Optimistically, we think that engaging with people you disagree with is worth your time, and so is being nice! Pessimistically, there are many dynamics that can lead discussions on Culture War topics to become unproductive. There's a human tendency to divide along tribal lines, praising your ingroup and vilifying your outgroup - and if you think you find it easy to criticize your ingroup, then it may be that your outgroup is not who you think it is. Extremists with opposing positions can feed off each other, highlighting each other's worst points to justify their own angry rhetoric, which becomes in turn a new example of bad behavior for the other side to highlight.

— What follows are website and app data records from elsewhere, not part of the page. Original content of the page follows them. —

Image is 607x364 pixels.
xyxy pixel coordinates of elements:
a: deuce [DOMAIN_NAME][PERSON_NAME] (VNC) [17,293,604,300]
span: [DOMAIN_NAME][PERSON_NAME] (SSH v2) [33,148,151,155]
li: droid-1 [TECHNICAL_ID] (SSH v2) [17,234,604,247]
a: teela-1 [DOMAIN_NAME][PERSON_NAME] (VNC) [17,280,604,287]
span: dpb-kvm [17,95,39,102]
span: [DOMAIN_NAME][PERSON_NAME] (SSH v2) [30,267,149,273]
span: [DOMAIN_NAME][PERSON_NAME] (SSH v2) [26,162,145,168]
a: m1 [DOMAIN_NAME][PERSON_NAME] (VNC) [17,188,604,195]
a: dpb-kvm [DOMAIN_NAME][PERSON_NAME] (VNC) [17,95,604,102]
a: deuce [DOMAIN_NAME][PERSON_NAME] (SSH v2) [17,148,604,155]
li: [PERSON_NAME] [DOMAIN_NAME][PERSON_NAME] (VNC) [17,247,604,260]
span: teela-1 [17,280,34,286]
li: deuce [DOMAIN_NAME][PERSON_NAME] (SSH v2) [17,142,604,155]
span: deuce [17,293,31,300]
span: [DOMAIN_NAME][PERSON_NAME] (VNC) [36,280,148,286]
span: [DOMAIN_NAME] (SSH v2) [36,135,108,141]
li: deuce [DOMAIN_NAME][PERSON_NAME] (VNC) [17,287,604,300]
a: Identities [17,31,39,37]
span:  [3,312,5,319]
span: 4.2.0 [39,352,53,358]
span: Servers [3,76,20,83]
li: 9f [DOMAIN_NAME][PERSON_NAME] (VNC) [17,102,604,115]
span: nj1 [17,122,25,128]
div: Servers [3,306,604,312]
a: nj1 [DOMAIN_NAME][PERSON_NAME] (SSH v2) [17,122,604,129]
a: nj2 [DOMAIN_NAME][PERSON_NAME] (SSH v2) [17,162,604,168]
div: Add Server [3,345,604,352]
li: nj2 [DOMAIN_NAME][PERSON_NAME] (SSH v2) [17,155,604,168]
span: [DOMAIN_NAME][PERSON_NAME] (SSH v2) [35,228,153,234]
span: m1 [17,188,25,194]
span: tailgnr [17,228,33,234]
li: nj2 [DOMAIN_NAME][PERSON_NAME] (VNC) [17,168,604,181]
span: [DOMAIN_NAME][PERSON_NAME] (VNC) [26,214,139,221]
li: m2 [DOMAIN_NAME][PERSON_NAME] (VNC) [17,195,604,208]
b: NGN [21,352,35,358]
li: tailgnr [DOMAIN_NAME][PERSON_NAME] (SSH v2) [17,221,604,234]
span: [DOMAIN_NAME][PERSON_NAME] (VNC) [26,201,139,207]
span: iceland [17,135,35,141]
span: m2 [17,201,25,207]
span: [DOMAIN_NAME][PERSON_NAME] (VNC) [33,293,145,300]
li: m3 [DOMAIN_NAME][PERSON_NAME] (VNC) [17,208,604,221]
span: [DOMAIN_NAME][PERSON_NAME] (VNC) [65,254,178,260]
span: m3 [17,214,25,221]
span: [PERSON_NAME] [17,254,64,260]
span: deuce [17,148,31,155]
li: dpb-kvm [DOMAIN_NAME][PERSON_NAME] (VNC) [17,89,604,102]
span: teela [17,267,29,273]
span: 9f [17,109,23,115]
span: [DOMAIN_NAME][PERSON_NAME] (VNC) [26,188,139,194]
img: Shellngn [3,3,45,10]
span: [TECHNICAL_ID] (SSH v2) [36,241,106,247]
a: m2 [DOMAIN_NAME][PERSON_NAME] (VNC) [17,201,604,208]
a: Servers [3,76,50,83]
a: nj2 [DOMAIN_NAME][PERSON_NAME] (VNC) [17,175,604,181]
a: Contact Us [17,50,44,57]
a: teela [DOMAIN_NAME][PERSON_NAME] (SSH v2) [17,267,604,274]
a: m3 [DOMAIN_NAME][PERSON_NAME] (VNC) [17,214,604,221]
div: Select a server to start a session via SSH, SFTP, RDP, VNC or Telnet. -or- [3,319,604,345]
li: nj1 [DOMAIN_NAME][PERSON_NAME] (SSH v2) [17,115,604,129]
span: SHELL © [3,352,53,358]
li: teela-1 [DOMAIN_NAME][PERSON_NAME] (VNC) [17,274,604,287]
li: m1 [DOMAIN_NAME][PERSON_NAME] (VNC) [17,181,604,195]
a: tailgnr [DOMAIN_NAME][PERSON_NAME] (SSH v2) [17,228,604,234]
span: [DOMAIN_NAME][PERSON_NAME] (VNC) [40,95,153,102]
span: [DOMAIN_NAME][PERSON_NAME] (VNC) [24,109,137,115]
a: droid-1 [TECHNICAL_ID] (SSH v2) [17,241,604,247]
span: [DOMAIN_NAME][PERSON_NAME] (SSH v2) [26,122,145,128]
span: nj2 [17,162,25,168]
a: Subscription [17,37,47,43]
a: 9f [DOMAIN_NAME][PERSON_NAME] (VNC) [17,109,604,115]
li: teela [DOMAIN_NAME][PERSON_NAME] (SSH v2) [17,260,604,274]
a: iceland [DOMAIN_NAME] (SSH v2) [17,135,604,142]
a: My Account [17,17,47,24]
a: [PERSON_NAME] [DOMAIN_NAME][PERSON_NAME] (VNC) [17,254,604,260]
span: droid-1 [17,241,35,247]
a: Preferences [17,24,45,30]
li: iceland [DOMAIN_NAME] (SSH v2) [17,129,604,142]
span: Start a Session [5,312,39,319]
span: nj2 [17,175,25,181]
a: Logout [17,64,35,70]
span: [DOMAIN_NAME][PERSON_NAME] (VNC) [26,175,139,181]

We would like to avoid these negative dynamics. Accordingly, we ask that you do not use this thread for waging the Culture War. Examples of waging the Culture War:
-
Shaming.
-
Attempting to 'build consensus' or enforce ideological conformity.
-
Making sweeping generalizations to vilify a group you dislike.
-
Recruiting for a cause.
-
Posting links that could be summarized as 'Boo outgroup!' Basically, if your content is 'Can you believe what Those People did this week?' then you should either refrain from posting, or do some very patient work to contextualize and/or steel-man the relevant viewpoint.

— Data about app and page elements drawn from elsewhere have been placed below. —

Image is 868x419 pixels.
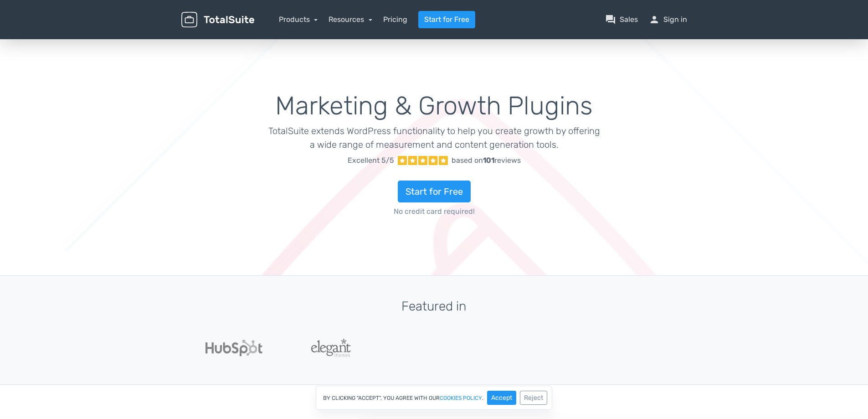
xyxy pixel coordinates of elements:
span: No credit card required! [268,206,600,217]
a: Pricing [384,14,407,25]
h3: Featured in [182,299,687,314]
a: Start for Free [419,11,476,28]
a: Products [279,15,318,24]
a: Start for Free [398,180,471,203]
span: Excellent 5/5 [348,155,394,166]
a: Resources [329,15,373,24]
div: based on reviews [452,155,521,166]
img: Hubspot [206,340,263,356]
h1: Marketing & Growth Plugins [268,92,600,120]
a: personSign in [649,14,687,25]
a: cookies policy [440,395,482,401]
img: ElegantThemes [311,339,351,357]
img: TotalSuite for WordPress [182,12,254,28]
button: Accept [487,391,516,405]
button: Reject [520,391,547,405]
a: Excellent 5/5 based on101reviews [268,152,600,170]
p: TotalSuite extends WordPress functionality to help you create growth by offering a wide range of ... [268,124,600,152]
span: question_answer [605,14,616,25]
span: person [649,14,660,25]
a: question_answerSales [605,14,638,25]
strong: 101 [483,156,495,164]
div: By clicking "Accept", you agree with our . [316,386,552,410]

In general, you should argue to understand, not to win. This thread is not territory to be claimed by one group or another; indeed, the aim is to have many different viewpoints represented here. Thus, we also ask that you follow some guidelines:
-
Speak plainly. Avoid sarcasm and mockery. When disagreeing with someone, state your objections explicitly.
-
Be as precise and charitable as you can. Don't paraphrase unflatteringly.
-
Don't imply that someone said something they did not say, even if you think it follows from what they said.
-
Write like everyone is reading and you want them to be included in the discussion.

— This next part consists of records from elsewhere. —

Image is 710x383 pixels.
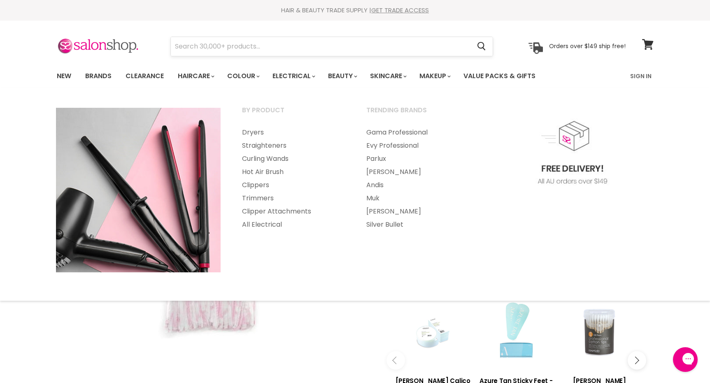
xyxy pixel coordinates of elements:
a: Makeup [413,67,455,85]
a: Andis [356,179,478,192]
a: Trimmers [232,192,354,205]
a: Sign In [625,67,656,85]
a: GET TRADE ACCESS [371,6,429,14]
div: HAIR & BEAUTY TRADE SUPPLY | [46,6,664,14]
a: Muk [356,192,478,205]
a: Value Packs & Gifts [457,67,541,85]
ul: Main menu [232,126,354,231]
iframe: Gorgias live chat messenger [669,344,701,375]
p: Orders over $149 ship free! [549,42,625,50]
a: Colour [221,67,265,85]
button: Search [471,37,492,56]
form: Product [170,37,493,56]
a: Haircare [172,67,219,85]
a: Silver Bullet [356,218,478,231]
input: Search [171,37,471,56]
ul: Main menu [51,64,583,88]
a: By Product [232,104,354,124]
a: [PERSON_NAME] [356,165,478,179]
a: Skincare [364,67,411,85]
a: Gama Professional [356,126,478,139]
a: New [51,67,77,85]
a: Dryers [232,126,354,139]
a: Trending Brands [356,104,478,124]
a: Hot Air Brush [232,165,354,179]
ul: Main menu [356,126,478,231]
nav: Main [46,64,664,88]
a: Evy Professional [356,139,478,152]
a: Brands [79,67,118,85]
a: Straighteners [232,139,354,152]
a: Parlux [356,152,478,165]
a: Clippers [232,179,354,192]
a: Electrical [266,67,320,85]
a: All Electrical [232,218,354,231]
a: Clearance [119,67,170,85]
a: Beauty [322,67,362,85]
a: [PERSON_NAME] [356,205,478,218]
a: Curling Wands [232,152,354,165]
a: Clipper Attachments [232,205,354,218]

On an ad hoc basis, the mods will try to compile a list of the best posts/comments from the previous week, posted in Quality Contribution threads and archived at /r/TheThread. You may nominate a comment for this list by clicking on 'report' at the bottom of the post and typing 'Actually a quality contribution' as the report reason.
Jump in the discussion.
No email address required.
Notes -
I'm gonna bet that if the fee survives the courts, all 85k h1b slots are still going to be filled even with the 100k fee. Just that those spots will go to the best and not to the slop.
Good riddance. Tuition is insane as it is, and maybe supply and demand will kick in and reduce prices for Americans since demand is down.
I think you have that backwards. International students are subsidising native students. For cost to come down other things need to happen. University services, wages and administrative bloat needs to be reduced.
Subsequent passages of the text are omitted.